GCSU makes the grade for service honor roll
GCSU was recently named to the President’s Higher Education Community Service Honor Roll by the Corporation for National and Community Service. This award is given to schools that display exemplary service efforts, as well as volunteer with children and disadvantaged youth.
Beginning in 2006, the Community Service Honor Roll is awarded to schools with a commitment to service-learning and civic engagement. This award is jointly sponsored by the Corporation for National and Community Service, through its Learn and Serve America program, and the Department of Education, the Department of Housing and Urban Development, USA Freedom Corps, and the President’s Council on Service and Civic Participation.
Recognized as the highest federal recognition, the schools chosen for the Community Service Honor Roll award are acknowledged for their dedication to service in their communities.
The Corporation for National and Community Service says, “By engaging our nation’s young people in service-learning, Learn and Serve America instills an ethic of lifelong community service.”
When choosing the recipients of this prestigious award, many selection factors weigh on the final result. These selection qualifications include the creativity of the provided service projects, the numerical percentage of student involvement, incentives for volunteering and the offered service-learning projects. The Corporation for National and Community Service looks to grant appreciation to institutions of higher education that provides exemplary volunteering opportunities.
“Volunteerism and intramurals have been the biggest areas of growth in the last ten years. We are tapping into students who think that volunteering is a high value,” Dr. Bruce Harshbarger, vice president for Student Affairs and dean of students, said.
In the 2007 academic year alone, 1,214 students performed more than 30,635 volunteer hours in the community. More than 30,000 service learning hours were not included in the tally. Overall, GCSU students gave more than 60,000 hours back to the Baldwin community. Multiplying these hours to the amount of money each hour is worth ($18.77) would equal over one million dollars of community service. According to Kendall Stiles, director of The GIVE Center, tracking the hours of volunteers has become essential to gaining recognition for all the progress made.

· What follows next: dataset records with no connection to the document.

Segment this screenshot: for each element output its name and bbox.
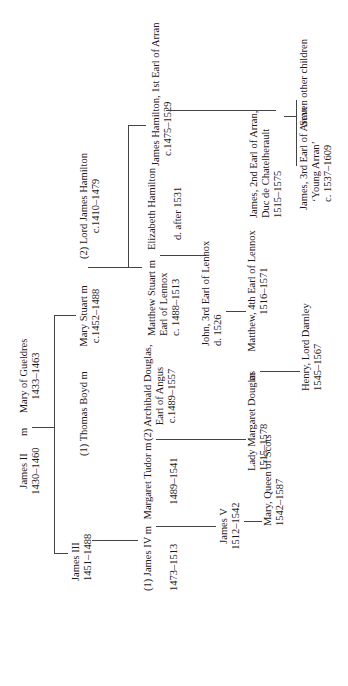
person-henry-darnley: Henry, Lord Darnley 1545–1567 (300, 303, 324, 391)
connector (260, 371, 300, 372)
name: Matthew Stuart (146, 271, 157, 336)
connector (54, 315, 76, 316)
marriage-marker: m (78, 371, 89, 379)
dates: c.1489–1557 (166, 351, 178, 441)
name: John, 3rd Earl of Lennox (200, 241, 212, 346)
connector (54, 553, 68, 554)
person-margaret-tudor: Margaret Tudor m 1489–1541 (142, 441, 180, 521)
marriage-marker: m (146, 260, 157, 268)
person-matthew-stuart: Matthew Stuart m Earl of Lennox c. 1488–… (146, 260, 182, 336)
person-james-hamilton-1st-arran: James Hamilton, 1st Earl of Arran c.1475… (150, 23, 174, 166)
person-thomas-boyd: (1) Thomas Boyd m (78, 371, 90, 456)
name: (1) James IV (142, 537, 153, 591)
connector (54, 316, 55, 554)
dates: c.1452–1488 (90, 271, 102, 361)
dates: c. 1537–1609 (322, 107, 334, 202)
connector (128, 126, 129, 268)
marriage-marker: m (78, 285, 89, 293)
person-james-v: James V 1512–1542 (218, 496, 242, 556)
dates: d. 1526 (212, 241, 224, 346)
person-lord-james-hamilton: (2) Lord James Hamilton c.1410–1479 (78, 146, 102, 266)
dates: 1545–1567 (312, 303, 324, 391)
connector (156, 439, 246, 440)
james-iv-line: (1) James IV m (142, 526, 154, 591)
connector (32, 427, 54, 428)
name: Mary of Gueldres (18, 331, 30, 421)
marriage-marker: m (18, 428, 30, 436)
connector (128, 125, 146, 126)
dates: 1515–1575 (272, 111, 284, 218)
nickname: ‘Young Arran’ (310, 107, 322, 202)
name: James II (18, 441, 30, 501)
name: (2) Lord James Hamilton (78, 146, 90, 266)
person-james-ii: James II 1430–1460 (18, 441, 42, 501)
name: Matthew, 4th Earl of Lennox (246, 216, 258, 366)
dates: 1473–1513 (168, 526, 180, 591)
connector (284, 116, 296, 117)
dates: 1430–1460 (30, 441, 42, 501)
dates: 1512–1542 (230, 496, 242, 556)
connector (88, 267, 128, 268)
person-archibald-douglas: (2) Archibald Douglas, Earl of Angus c.1… (142, 351, 178, 441)
connector (244, 521, 262, 522)
person-james-iv: (1) James IV m 1473–1513 (142, 526, 180, 591)
margaret-tudor-line: Margaret Tudor m (142, 441, 154, 521)
person-john-lennox: John, 3rd Earl of Lennox d. 1526 (200, 241, 224, 346)
dates: c.1475–1529 (162, 23, 174, 156)
dates: 1489–1541 (168, 441, 180, 521)
person-james-2nd-earl-arran: James, 2nd Earl of Arran, Duc de Chatelh… (248, 111, 284, 218)
dates: c. 1488–1513 (170, 260, 182, 336)
person-mary-stuart: Mary Stuart m c.1452–1488 (78, 271, 102, 361)
name: (1) Thomas Boyd (78, 382, 89, 456)
mary-stuart-line: Mary Stuart m (78, 271, 90, 361)
dates: 1433–1463 (30, 331, 42, 421)
name: Mary, Queen of Scots (262, 435, 274, 526)
name: James III (70, 534, 82, 581)
connector (128, 267, 142, 268)
connector (92, 540, 138, 541)
person-elizabeth-hamilton: Elizabeth Hamilton d. after 1531 (146, 168, 184, 250)
connector (226, 311, 246, 312)
dates: 1542–1587 (274, 435, 286, 526)
dates: 1516–1571 (258, 216, 270, 366)
name: Henry, Lord Darnley (300, 303, 312, 391)
name: Elizabeth Hamilton (146, 168, 158, 250)
name: James Hamilton, 1st Earl of Arran (150, 23, 162, 166)
family-tree-diagram: James II 1430–1460 m Mary of Gueldres 14… (0, 0, 348, 686)
name: James V (218, 496, 230, 556)
dates: c.1410–1479 (90, 146, 102, 266)
person-mary-queen-of-scots: Mary, Queen of Scots 1542–1587 (262, 435, 286, 526)
connector (156, 526, 216, 527)
person-seven-other-children: Seven other children (298, 39, 310, 126)
title: Earl of Lennox (158, 260, 170, 336)
marriage-marker: m (142, 443, 153, 451)
person-mary-of-gueldres: Mary of Gueldres 1433–1463 (18, 331, 42, 421)
marriage-marker: m (142, 526, 153, 534)
person-matthew-lennox: Matthew, 4th Earl of Lennox 1516–1571 (246, 216, 270, 366)
matthew-stuart-line: Matthew Stuart m (146, 260, 158, 336)
dates: d. after 1531 (172, 168, 184, 240)
name: Lady Margaret Douglas (246, 371, 258, 471)
name: Mary Stuart (78, 296, 89, 346)
name: James, 2nd Earl of Arran, (248, 111, 260, 218)
title: Earl of Angus (154, 351, 166, 441)
title: Duc de Chatelherault (260, 111, 272, 218)
name: Margaret Tudor (142, 453, 153, 519)
person-james-iii: James III 1451–1488 (70, 534, 94, 581)
marriage-marker: m (246, 373, 258, 381)
connector (296, 100, 297, 166)
name: (2) Archibald Douglas, (142, 351, 154, 441)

“This award validates what we hold as a value at the core of the university as far as service and giving back. It’s always nice to have someone recognize the things you are doing,” Stiles said.
Whether donating blood to the American Red Cross, mentoring children in the Big Brothers and Big Sisters program or bagging potatoes for the hungry, GCSU students have been making a major difference in the community.
“Service is very much ingrained into our faculty and staff, as well as our students. This is part of who we are and what we are supposed to do,” says Stiles.
Harshbarger reiterates this as he says, “Service and civic engagement are key concepts in GCSU’s curriculum as Georgia’s Public Liberal Arts University. The work of The GIVE Center is one of the most powerful and productive vehicles by which GCSU fulfills its unique mission.”
This award is only the latest in The GIVE Center’s long list of honors. The GIVE Center has been deemed a national “point of light” and has earned the university recognition from the Templeton University as a top school in American colleges and universities that build character. Furthermore, The GIVE Center is the only university-based “Hands-On Georgia” grant recipient.
Overall, the Community Service Honor Roll award was a high honor that further recognized all the work being done by GCSU. Stile’s outlook on volunteering clearly exemplifies why The GIVE Center is so successful.
“It’s not just about what you are doing today, it’s how or what your doing today that is going to solve a problem down the road,” says Stiles.